11 Agency
Mumford’s mega-machine as biological metaphor
All living things are essentially robots — bits of matter that have become animated. None of the fundamental constituents (molecules and atoms) have any agency. Nonetheless, through the miracle of complexity, matter somehow organizes into forms that at least appear (to us) to have agency.
‘Mmajor evolutionary transitions’ happens when a whole new level of natural selection emerges. Life started as replicating molecules, that then organized into larger proteins (RNA), that then organized into prokaryotic cells, that then merged into eukaryotic cells, that then organized into multicellular organisms, that then grouped into eusocial animals …
At least in the context of human evolution, the emergence of civilization counts as a major evolutionary transition. We went from being a social primate to being ‘ultrasocial’.
At least in the context of human evolution, the emergence of civilization counts as a major evolutionary transition. We went from being a social primate to being ‘ultrasocial’.
Enter Mumford’s ‘megamachine’. The emergence of civilization went hand in hand with the concentration of power. Humans, for the first time, organized in large-scale hierarchies. If you want to frame this transition in terms of evolutionary theory, then it’s just part of a longer story. With every major transition, units that were previously ‘autonomous’ became cogs in the emergent larger ‘machine’. But in a strict scientific sense, it’s still ‘machines all the way down’. There is no unit where you can distinguish between ‘living’ matter and ‘dead’ matter. It’s all just matter.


Instructions to follow ▸
How many lines of the entries below include the word "this"? Answer with the number alone.

Stored items
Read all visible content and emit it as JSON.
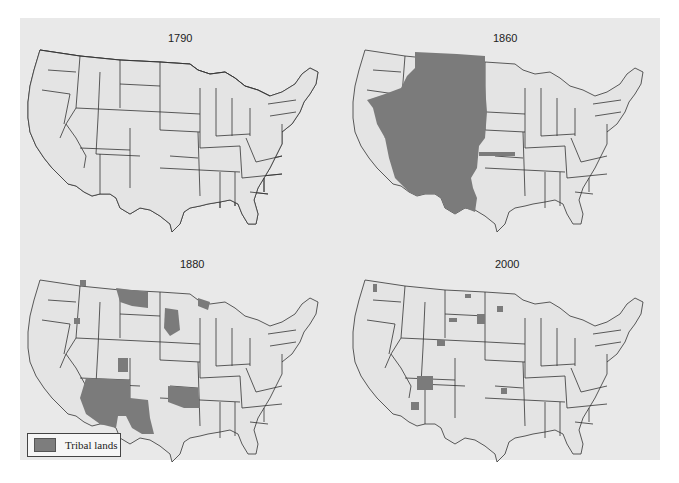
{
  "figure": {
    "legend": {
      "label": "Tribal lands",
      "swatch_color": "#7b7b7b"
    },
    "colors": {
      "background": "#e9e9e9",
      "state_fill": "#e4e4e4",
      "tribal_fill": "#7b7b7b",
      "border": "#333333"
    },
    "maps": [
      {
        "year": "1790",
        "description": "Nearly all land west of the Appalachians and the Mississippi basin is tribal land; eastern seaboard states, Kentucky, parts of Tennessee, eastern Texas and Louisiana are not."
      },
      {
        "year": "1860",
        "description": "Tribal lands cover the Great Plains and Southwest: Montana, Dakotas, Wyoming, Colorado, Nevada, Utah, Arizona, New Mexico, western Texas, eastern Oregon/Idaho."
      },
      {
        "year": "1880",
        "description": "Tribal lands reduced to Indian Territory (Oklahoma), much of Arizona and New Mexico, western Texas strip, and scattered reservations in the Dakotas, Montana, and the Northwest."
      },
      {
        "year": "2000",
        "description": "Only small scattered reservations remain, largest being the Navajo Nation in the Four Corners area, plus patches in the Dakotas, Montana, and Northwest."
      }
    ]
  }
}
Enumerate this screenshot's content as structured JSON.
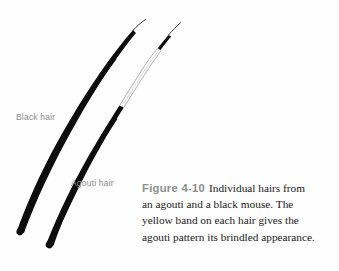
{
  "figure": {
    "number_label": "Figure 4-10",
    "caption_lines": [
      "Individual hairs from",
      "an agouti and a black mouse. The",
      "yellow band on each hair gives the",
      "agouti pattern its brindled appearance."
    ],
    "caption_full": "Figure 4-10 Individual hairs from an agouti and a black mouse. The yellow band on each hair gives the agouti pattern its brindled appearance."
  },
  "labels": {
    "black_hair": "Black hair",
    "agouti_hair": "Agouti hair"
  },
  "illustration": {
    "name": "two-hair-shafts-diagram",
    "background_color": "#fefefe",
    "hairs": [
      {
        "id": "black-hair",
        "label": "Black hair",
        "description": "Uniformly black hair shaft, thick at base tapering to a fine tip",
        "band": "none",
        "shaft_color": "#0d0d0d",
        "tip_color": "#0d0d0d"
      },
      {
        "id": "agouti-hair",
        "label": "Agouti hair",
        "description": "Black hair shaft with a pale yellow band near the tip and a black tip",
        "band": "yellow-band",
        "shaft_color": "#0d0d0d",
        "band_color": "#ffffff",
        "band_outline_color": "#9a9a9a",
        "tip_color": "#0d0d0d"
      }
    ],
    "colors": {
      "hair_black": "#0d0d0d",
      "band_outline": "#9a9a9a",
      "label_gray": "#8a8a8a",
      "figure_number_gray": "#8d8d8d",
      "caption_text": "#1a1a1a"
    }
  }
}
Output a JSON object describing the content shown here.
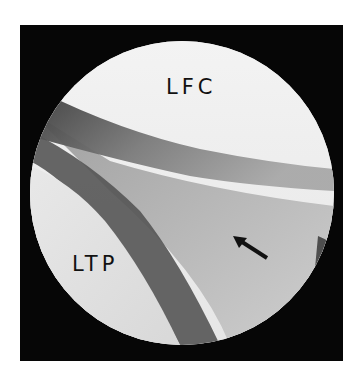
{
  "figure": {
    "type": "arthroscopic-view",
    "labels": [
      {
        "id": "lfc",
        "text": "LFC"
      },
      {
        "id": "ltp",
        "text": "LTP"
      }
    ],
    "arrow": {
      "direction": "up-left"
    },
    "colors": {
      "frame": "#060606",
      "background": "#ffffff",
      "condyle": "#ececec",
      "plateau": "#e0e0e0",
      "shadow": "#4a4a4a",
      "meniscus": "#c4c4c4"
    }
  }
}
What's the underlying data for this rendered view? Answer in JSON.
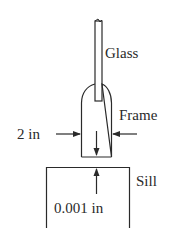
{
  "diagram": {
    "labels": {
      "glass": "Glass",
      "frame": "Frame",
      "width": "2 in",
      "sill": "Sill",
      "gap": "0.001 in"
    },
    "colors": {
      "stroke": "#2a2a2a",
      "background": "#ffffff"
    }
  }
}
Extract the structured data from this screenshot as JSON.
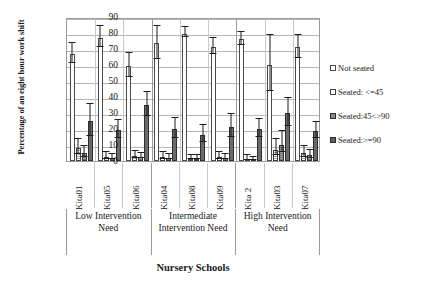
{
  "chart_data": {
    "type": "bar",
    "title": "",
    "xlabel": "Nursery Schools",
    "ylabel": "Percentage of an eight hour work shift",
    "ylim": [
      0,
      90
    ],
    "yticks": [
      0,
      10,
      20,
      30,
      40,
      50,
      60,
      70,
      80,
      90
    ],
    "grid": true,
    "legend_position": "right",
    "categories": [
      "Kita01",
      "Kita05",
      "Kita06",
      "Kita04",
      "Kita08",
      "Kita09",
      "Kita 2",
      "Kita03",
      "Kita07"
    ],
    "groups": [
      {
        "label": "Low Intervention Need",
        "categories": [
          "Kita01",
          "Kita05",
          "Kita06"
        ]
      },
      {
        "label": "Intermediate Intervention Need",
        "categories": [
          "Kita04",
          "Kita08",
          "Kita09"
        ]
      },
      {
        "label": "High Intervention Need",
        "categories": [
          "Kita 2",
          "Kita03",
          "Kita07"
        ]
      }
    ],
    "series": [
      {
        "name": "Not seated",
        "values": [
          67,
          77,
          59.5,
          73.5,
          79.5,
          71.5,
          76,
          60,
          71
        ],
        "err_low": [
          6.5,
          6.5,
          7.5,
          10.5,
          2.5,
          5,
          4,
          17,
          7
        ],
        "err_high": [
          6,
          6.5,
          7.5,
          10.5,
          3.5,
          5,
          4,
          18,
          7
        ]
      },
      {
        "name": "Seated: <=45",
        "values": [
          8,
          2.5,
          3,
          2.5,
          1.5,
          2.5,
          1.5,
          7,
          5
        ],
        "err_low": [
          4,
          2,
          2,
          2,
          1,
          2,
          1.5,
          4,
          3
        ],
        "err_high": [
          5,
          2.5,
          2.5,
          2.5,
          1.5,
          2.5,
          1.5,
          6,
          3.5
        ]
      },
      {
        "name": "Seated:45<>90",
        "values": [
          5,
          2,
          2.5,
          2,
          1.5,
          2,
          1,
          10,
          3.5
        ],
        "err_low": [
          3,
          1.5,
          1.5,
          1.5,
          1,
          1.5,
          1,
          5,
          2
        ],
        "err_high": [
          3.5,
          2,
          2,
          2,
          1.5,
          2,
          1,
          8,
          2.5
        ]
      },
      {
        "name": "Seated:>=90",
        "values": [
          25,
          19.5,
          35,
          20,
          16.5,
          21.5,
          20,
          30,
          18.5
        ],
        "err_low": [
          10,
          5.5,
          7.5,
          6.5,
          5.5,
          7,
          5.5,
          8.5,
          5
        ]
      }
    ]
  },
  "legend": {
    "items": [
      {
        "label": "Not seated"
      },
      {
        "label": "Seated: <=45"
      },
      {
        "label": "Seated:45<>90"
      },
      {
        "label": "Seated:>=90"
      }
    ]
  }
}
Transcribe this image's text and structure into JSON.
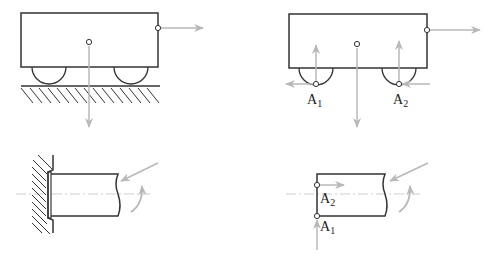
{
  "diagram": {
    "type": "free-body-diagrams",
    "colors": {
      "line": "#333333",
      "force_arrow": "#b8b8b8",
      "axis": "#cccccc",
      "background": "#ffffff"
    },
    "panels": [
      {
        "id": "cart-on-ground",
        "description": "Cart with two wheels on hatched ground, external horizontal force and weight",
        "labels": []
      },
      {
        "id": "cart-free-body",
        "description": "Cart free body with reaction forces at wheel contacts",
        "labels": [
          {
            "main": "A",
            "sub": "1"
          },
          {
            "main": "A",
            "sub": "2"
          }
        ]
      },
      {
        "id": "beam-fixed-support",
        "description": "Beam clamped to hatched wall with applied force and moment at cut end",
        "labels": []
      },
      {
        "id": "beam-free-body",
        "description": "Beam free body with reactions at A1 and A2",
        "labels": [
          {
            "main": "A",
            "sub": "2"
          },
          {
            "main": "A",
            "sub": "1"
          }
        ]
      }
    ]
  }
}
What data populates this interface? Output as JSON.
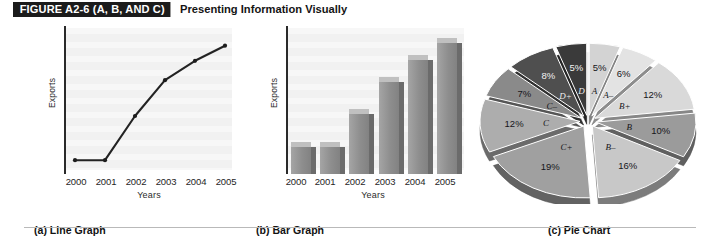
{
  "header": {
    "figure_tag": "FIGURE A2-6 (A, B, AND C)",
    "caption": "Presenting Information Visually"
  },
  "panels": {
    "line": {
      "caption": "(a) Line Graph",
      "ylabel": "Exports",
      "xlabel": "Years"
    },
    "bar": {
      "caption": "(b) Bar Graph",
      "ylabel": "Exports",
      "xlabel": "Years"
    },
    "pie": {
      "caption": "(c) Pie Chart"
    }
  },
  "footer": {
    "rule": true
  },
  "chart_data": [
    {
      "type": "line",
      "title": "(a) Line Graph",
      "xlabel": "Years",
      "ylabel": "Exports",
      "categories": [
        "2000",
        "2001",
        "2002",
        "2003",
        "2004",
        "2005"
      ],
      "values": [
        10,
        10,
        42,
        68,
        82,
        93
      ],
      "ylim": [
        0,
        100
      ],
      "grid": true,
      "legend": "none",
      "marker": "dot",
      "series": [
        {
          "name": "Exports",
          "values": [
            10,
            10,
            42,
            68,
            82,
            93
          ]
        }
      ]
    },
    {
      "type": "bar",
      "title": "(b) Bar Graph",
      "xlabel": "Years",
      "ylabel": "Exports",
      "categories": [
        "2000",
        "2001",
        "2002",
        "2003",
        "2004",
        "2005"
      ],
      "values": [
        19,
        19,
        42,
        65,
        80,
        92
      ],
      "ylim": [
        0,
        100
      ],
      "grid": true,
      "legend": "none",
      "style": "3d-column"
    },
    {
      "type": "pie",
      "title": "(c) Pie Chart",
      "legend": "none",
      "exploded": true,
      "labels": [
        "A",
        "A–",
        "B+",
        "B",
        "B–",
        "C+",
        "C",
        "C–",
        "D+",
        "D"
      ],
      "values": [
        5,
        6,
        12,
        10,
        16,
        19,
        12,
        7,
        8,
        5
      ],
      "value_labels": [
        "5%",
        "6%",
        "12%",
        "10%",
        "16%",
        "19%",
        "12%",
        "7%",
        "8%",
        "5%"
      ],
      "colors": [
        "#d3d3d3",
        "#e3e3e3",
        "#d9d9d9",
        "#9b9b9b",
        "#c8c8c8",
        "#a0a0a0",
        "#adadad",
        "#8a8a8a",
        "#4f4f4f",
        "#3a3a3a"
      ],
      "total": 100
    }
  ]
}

Answer section ▸
5